Stop the Drug War

This blog is turning out to be a bit harder to write than I had originally thought. It isn't that there isn't a lot to write about; it is that it is all the same kind of stuff. So I went over to Stop the Drug War to see what they were writing about. And they are writing about cannabis. This is lame, but understandable. Politicians actually talk about it. There is no discussion of much of anything else. Heroin is so far outside the Overton Window that we dare not be speak its name.

Unfortunately, what this leads to is a lot of discussion about how safe cannabis is and how the government is just against it because, well, they're against it. And that's very true. But there are really bad aspects of this limited discussion.

Despite what people claim, we can have a discussion about cannabis because so many people have actually done the drug. In the 1950s, heroin and cannabis were about equally radical. I have a hard time seeing this as anything but mob rule. In my experience, cannabis users are as bigoted about other drugs as the government is about cannabis. And they would certainly sell out all other drug users for the legal right to use their own drug of choice.

What is even more terrible about this focus on cannabis is that it takes focus away from the much greater harm that comes to the users of the so called "hard" drugs. Here in California, cannabis is practically legal. Cannabis smokers don't live on the edge of their lives being destroyed the way opioid users do. Yet the society's response to opioid users is: die or go to jail.

Of course, there is a great irony about all this. The truth is that most people have used opioids. And most people have enjoyed those opioids. I've had many encounters with Vicodin lovers—Even addicts!—who think heroin users are the scum of the earth. But in their minds, heroin is "dirty" and pills are "science!" Everyone should read Th. Metzger's The Birth of Heroin to see how propaganda has changed what we all knew about heroin in 1900 to what we all know about it today.

I am, of course, not against the cannabis community. I will support them always. I just wish they supported the rest of the drug legalization movement.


» EXERCISE DIRECTIONS
Every record below should appear in your answer, copied exactly.
····················
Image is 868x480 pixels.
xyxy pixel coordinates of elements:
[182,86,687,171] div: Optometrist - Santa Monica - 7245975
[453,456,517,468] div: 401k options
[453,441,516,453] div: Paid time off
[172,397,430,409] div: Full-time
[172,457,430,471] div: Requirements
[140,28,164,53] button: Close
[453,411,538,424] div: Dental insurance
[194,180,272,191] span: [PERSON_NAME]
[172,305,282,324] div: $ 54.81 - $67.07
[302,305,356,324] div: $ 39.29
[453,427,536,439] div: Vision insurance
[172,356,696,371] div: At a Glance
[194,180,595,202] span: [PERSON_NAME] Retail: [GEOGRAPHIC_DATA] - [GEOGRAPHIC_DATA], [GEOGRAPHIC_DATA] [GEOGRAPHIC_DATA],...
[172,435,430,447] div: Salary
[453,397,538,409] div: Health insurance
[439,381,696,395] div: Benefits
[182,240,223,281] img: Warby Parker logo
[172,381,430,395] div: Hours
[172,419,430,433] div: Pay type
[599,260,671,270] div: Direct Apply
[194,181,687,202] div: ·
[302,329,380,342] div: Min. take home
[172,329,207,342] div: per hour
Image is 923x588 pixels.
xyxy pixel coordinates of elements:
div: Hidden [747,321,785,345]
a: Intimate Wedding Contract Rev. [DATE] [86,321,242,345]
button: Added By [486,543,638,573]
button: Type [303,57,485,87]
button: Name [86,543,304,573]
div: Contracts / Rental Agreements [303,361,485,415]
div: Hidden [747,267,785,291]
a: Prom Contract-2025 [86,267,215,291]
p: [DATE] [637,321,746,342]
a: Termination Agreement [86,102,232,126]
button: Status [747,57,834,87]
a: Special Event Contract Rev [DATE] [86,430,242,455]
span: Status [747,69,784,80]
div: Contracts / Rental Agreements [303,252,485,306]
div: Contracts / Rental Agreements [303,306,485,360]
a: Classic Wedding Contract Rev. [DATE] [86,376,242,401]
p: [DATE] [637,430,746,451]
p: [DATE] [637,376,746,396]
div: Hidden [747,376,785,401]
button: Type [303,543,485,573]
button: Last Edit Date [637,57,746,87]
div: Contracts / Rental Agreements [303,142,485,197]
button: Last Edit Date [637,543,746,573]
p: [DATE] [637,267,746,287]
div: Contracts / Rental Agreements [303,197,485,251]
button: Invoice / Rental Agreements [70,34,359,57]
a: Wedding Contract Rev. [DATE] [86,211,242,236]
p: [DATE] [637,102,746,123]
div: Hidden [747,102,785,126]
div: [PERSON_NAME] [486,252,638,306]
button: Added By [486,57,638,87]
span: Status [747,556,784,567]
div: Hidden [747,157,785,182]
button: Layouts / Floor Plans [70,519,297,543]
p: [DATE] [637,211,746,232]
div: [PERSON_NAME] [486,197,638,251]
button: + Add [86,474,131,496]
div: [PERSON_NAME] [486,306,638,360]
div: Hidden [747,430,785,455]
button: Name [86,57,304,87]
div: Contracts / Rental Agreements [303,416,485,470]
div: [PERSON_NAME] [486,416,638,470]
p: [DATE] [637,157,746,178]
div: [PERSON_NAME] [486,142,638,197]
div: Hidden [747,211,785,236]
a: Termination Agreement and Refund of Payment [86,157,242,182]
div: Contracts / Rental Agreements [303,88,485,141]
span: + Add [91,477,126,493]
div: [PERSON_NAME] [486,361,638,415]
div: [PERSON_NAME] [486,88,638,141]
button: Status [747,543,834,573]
····················
» FINISHED EXERCISE
Image is 868x480 pixels.
xyxy pixel coordinates of elements:
[182,86,687,171] div: Optometrist - Santa Monica - 7245975
[453,456,517,468] div: 401k options
[453,441,516,453] div: Paid time off
[172,397,430,409] div: Full-time
[172,457,430,471] div: Requirements
[140,28,164,53] button: Close
[453,411,538,424] div: Dental insurance
[194,180,272,191] span: [PERSON_NAME]
[172,305,282,324] div: $ 54.81 - $67.07
[302,305,356,324] div: $ 39.29
[453,427,536,439] div: Vision insurance
[172,356,696,371] div: At a Glance
[194,180,595,202] span: [PERSON_NAME] Retail: [GEOGRAPHIC_DATA] - [GEOGRAPHIC_DATA], [GEOGRAPHIC_DATA] [GEOGRAPHIC_DATA],...
[172,435,430,447] div: Salary
[453,397,538,409] div: Health insurance
[439,381,696,395] div: Benefits
[182,240,223,281] img: Warby Parker logo
[172,381,430,395] div: Hours
[172,419,430,433] div: Pay type
[599,260,671,270] div: Direct Apply
[194,181,687,202] div: ·
[302,329,380,342] div: Min. take home
[172,329,207,342] div: per hour
Image is 923x588 pixels.
xyxy pixel coordinates of elements:
div: Hidden [747,321,785,345]
a: Intimate Wedding Contract Rev. [DATE] [86,321,242,345]
button: Added By [486,543,638,573]
button: Type [303,57,485,87]
button: Name [86,543,304,573]
div: Contracts / Rental Agreements [303,361,485,415]
div: Hidden [747,267,785,291]
a: Prom Contract-2025 [86,267,215,291]
p: [DATE] [637,321,746,342]
a: Termination Agreement [86,102,232,126]
button: Status [747,57,834,87]
a: Special Event Contract Rev [DATE] [86,430,242,455]
span: Status [747,69,784,80]
div: Contracts / Rental Agreements [303,252,485,306]
div: Contracts / Rental Agreements [303,306,485,360]
a: Classic Wedding Contract Rev. [DATE] [86,376,242,401]
p: [DATE] [637,430,746,451]
p: [DATE] [637,376,746,396]
div: Hidden [747,376,785,401]
button: Type [303,543,485,573]
button: Last Edit Date [637,57,746,87]
div: Contracts / Rental Agreements [303,142,485,197]
button: Last Edit Date [637,543,746,573]
p: [DATE] [637,267,746,287]
div: Contracts / Rental Agreements [303,197,485,251]
button: Invoice / Rental Agreements [70,34,359,57]
a: Wedding Contract Rev. [DATE] [86,211,242,236]
p: [DATE] [637,102,746,123]
div: Hidden [747,102,785,126]
div: [PERSON_NAME] [486,252,638,306]
button: Added By [486,57,638,87]
span: Status [747,556,784,567]
div: Hidden [747,157,785,182]
button: Layouts / Floor Plans [70,519,297,543]
p: [DATE] [637,211,746,232]
div: [PERSON_NAME] [486,197,638,251]
button: + Add [86,474,131,496]
div: [PERSON_NAME] [486,306,638,360]
div: Hidden [747,430,785,455]
button: Name [86,57,304,87]
div: Contracts / Rental Agreements [303,416,485,470]
div: [PERSON_NAME] [486,416,638,470]
p: [DATE] [637,157,746,178]
div: [PERSON_NAME] [486,142,638,197]
div: Hidden [747,211,785,236]
a: Termination Agreement and Refund of Payment [86,157,242,182]
div: Contracts / Rental Agreements [303,88,485,141]
span: + Add [91,477,126,493]
div: [PERSON_NAME] [486,361,638,415]
div: [PERSON_NAME] [486,88,638,141]
button: Status [747,543,834,573]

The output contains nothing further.